By JESSICA DaMASSA, WTF HEALTH
How can understanding the underlying social risks impacting patient populations improve health outcomes AND save health plans some serious per-member-per-month costs? You’re probably familiar with the concept of ‘Social Determinants of Health’ (SDOH) but Dr. Trenor Williams and his team at health startup Socially Determined are building a business around it.
By looking at data around what Trenor calls ‘the Significant 7’ social determinants (social isolation, food insecurity, housing, transportation, health literacy, and crime & violence) he and his team are working to help health plans intervene with their most vulnerable populations and bring down costs.
What kind of data is Socially Determined looking at? Everything from publicly available data on housing prices and air quality, to commercial datasets on buying preferences and more. Plus, with help from their health plan partners, they’re using clinical and claims data to create a complete picture of health care spend, utilization, and outcomes.
Trenor walks through some very specific examples in this interview to help illustrate his point. In one, Socially Determined was able to identify how Medicaid could better help asthmatics manage their asthma AND save a thousand dollars per affected member each month. Another project in Ohio identified that a mother with a history of housing eviction was 40% more likely to give birth to a baby requiring NICU care – opening up myriad opportunities for early intervention and the potential to positively impact the lifetime health of both mother and child.
As healthcare continues to realize its ‘data play’ – and look beyond the typical data sets available to healthcare companies – the opportunities for real and meaningful impact are tremendous. Listen in to hear more about what Trenor sees as the new opportunity for Social Determinants of Health.
Filmed at AHIP’s Consumer Experience & Digital Health Forum in December 2018.
Get a glimpse of the future of healthcare by meeting the people who are going to change it. Find more WTF Health interviews here or check out www.wtf.health.
Categories: Jessica DaMassa, The Business of Health Care, WTF Health
Thank you for sharing this resource. This is a fascinating assessment on the state of healthcare and I will share this with the Socially Determined team.
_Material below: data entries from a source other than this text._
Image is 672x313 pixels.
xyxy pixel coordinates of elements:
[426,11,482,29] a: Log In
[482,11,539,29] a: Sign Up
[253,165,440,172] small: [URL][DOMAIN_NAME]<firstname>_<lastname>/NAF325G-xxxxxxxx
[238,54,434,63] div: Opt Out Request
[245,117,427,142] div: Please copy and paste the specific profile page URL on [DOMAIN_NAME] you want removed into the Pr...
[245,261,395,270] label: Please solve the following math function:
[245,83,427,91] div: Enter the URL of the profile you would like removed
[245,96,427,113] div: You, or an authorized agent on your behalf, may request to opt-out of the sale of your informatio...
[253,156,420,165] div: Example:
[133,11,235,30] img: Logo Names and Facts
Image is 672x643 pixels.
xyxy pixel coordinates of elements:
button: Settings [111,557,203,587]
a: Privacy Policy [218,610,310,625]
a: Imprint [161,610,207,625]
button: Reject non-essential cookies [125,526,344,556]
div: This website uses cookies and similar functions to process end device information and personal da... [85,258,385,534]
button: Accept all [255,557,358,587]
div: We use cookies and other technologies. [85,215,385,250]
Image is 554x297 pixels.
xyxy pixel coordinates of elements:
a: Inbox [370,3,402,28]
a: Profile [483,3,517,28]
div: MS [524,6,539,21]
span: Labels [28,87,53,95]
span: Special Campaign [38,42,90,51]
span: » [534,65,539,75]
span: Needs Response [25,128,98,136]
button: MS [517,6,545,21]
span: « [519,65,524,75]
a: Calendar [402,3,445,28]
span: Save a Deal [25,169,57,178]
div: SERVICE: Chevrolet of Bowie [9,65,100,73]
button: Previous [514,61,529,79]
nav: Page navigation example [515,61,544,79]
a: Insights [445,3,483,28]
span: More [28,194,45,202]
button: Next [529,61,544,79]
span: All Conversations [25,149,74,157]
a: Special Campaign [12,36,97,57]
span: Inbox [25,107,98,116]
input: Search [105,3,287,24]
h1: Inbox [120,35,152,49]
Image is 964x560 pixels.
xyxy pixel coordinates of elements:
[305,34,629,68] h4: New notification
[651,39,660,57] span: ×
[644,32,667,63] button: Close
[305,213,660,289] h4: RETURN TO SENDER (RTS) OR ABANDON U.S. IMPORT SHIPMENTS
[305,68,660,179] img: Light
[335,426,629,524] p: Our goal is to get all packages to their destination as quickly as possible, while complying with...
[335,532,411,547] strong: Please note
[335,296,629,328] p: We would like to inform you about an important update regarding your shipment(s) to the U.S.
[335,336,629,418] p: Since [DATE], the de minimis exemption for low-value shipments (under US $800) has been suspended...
For citation access, use: https://www.systemdynamics.org/assets/conferences/2017/proceed/papers/P1325.pdf
The “significant 7” represent the outcomes from the fundamental disruptive processes that drive the social determinants of poor health. Its true that improved housing leads to improved health outcomes. But these health outcomes are related not only to the quality of the housing itself but also to the family traditions that occur within it, the Extended Family that modulates these family traditions, and the character of its community and surrounding neighborhood.
I would refer Dr. Williams and his SOCIALLY DETERMINED startup to THE CAPABILITY TRAP. See Erik Landry and John Sterman, from Harvard and MIT, paper below:
https://systemdynamics.org/assets/conferences/2017/proceed/papers/p1325.pdf
Hint: It describes a means to think about the ocean of our nation’s health and the futility occurring within the ship of its sinking healthcare industry. See pages 1-4 and 34-39.